When my brother took his life, my father angrily blamed my mother’s gene pool. “There is so much depression on your mother’s side (names changed here): Aunt Ida, Uncle Frank, cousin Arnold, cousin Alice. Your mother passed all that on to Marc. We don’t have depression on my side.”

Years later, my father ruefully took it all back. “I used to say it was all your mother. But actually, Uncle Bob had depression, and your cousins Jocelin and Pam. It’s on both sides, I guess.”

My dad told me he didn’t suffer from depression. Certainly, it wasn’t his fault. But when he died, he left behind his diaries, full of thoughts of despair, anger, and suicidal ideation. My mother didn’t suffer from depression, she said. But she died on anti-depressants, in a room in Switzerland where she had flown to take her life.

I was depressed when I was young, for many years. I am not depressed now. But I am passing through a dark, dark cloud, dense with hurt, rejection and fatigue, a dark cloud of existential doubt.

What does it matter?

Already I feel the pressure to end this piece on a positive note. Can I find one? If I don’t, will that be either artistic integrity or a slap in the face for those (how many are there, really?) people who rely on me for spiritual uplift. And is it responsible for a psychologist to admit to despair?

But it comes to me, the one positive that even now, feeling so sad, I know to be true. The world keeps spinning. This dark day will turn into another, which will or won’t be as dark. And then there will be another, followed by another. As time passes, I won’t feel this way.
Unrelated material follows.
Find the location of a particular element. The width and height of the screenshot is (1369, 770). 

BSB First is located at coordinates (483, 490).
I have passed through other dark times and made it through. I have also experienced profound joy and satisfaction. Nothing lasts, let alone mood states. The only way things don’t change is if we make the mistake my brother made. He took his despair and ended his life while he was despondent. He ended the chance to see that the world continued to spin, and that light follows darkness, always, sooner or later.

As I write, the fog begins to lift.

***

I drove to my office after I wrote these words, getting myself together for the day. My first client of the day was a woman I have known for a long time. I have walked with her through despair and disappointment. I know her well. It was time for her appointment so I left the door open so she could come in.
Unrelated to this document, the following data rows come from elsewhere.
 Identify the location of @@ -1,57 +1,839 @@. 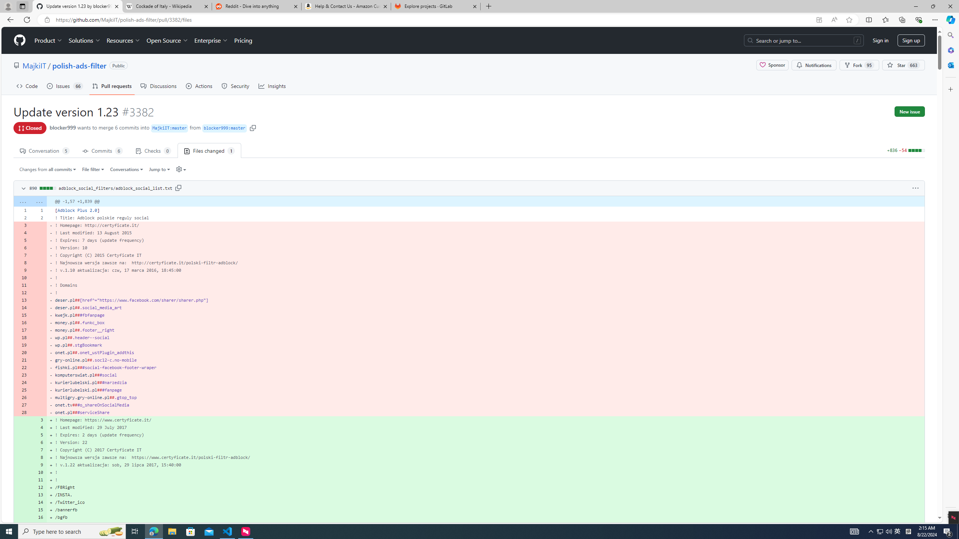
(485, 202).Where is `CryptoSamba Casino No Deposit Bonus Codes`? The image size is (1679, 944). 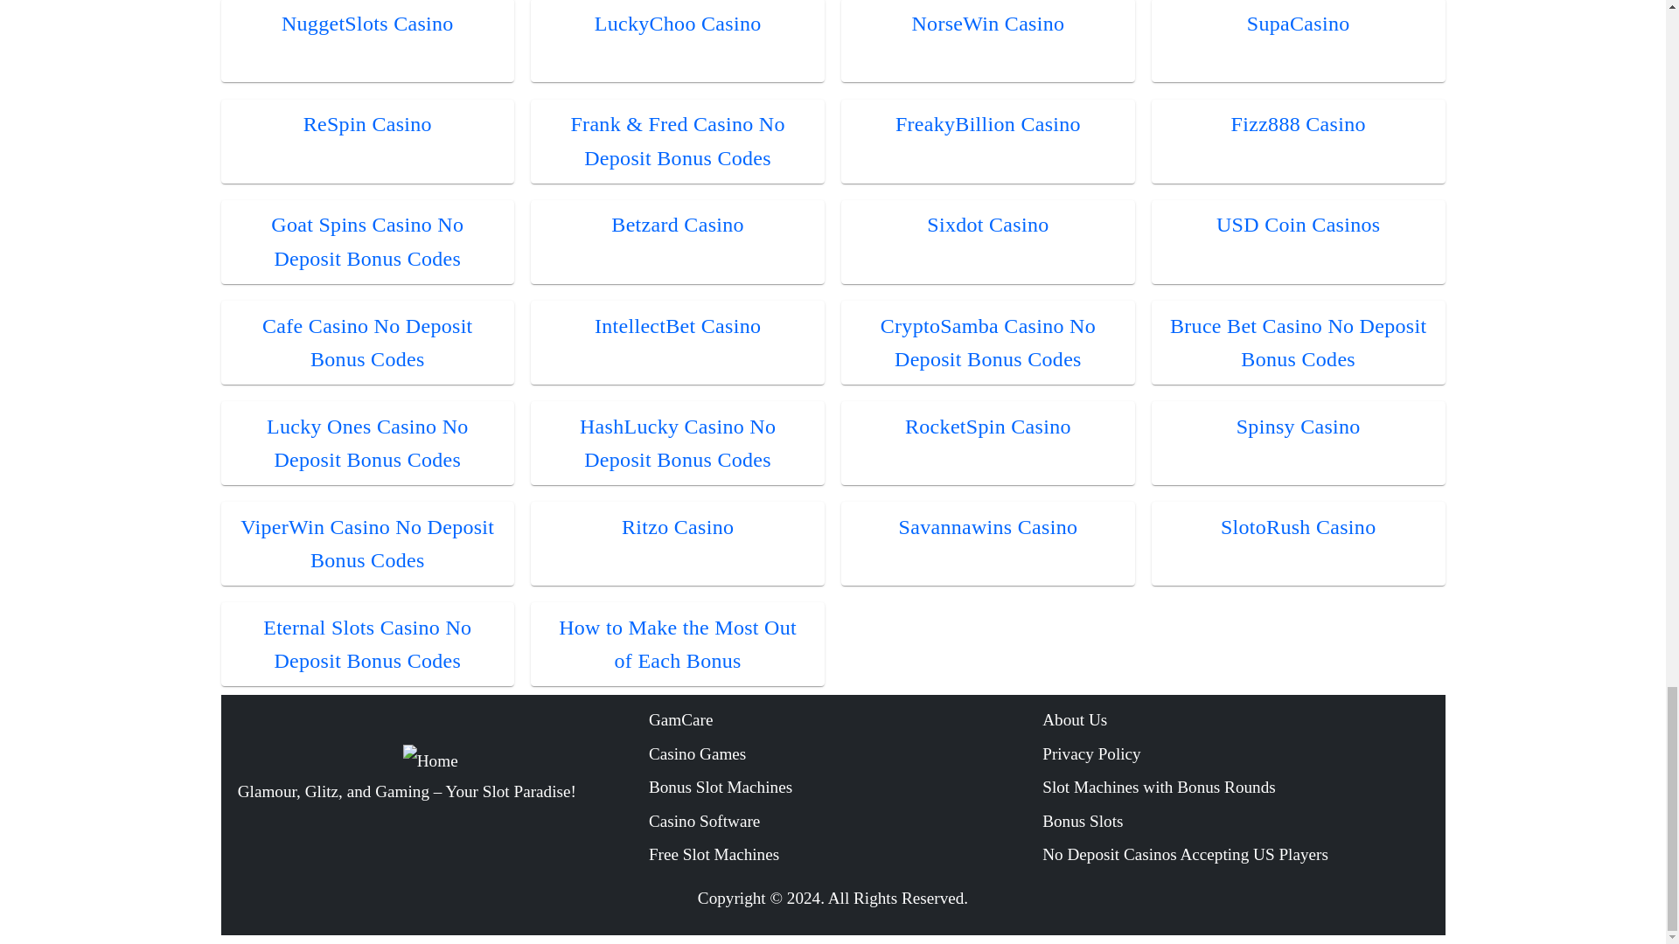 CryptoSamba Casino No Deposit Bonus Codes is located at coordinates (988, 343).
I heard her footsteps coming down the hall. She entered.

“Hello, come in. I’m glad to see you,” I said to her.

She looked at me sadly, intense grief in her face, “And I am so very glad to see you.”

“Ah,” I thought quietly to myself. “I guess I do matter. I matter to her, that’s for sure. I’m glad at least that I can be here for her.”

I’m still finding my way this October, as is the case virtually every October. My coping tools include walking with my dog, listening to music I love, and remembering that it is not always like this. Sometimes life breaks your heart. Sometimes there is a momentary grace.

The maintenance man at my office is an older Asian man. He is polite and friendly, although his English limits our conversations. This morning, it was dark and dreary, equally matched by my dark and dreary mood. I drove to work and exited my car, heading toward my office. In the distance, I heard someone whistling. It was the maintenance man, walking toward me from a distance. He was whistling a perfect rendition of Beethoven’s “Ode to Joy.” Not a note was out of place, the venerable, majestic tune rang out through the parking lot. There was no one to hear him but me.

It felt like the universe was signaling: Keep going. There will be joy. Not only that, but listen carefully, there is joy right now. Just listen.



Lise Deguire's multiple award-winning memoir, Flashback Girl: Lessons on Resilience from a Burn Survivor, is available for purchase on Amazon, Barnes & Noble, Newtown Book Shop and The Commonplace Reader.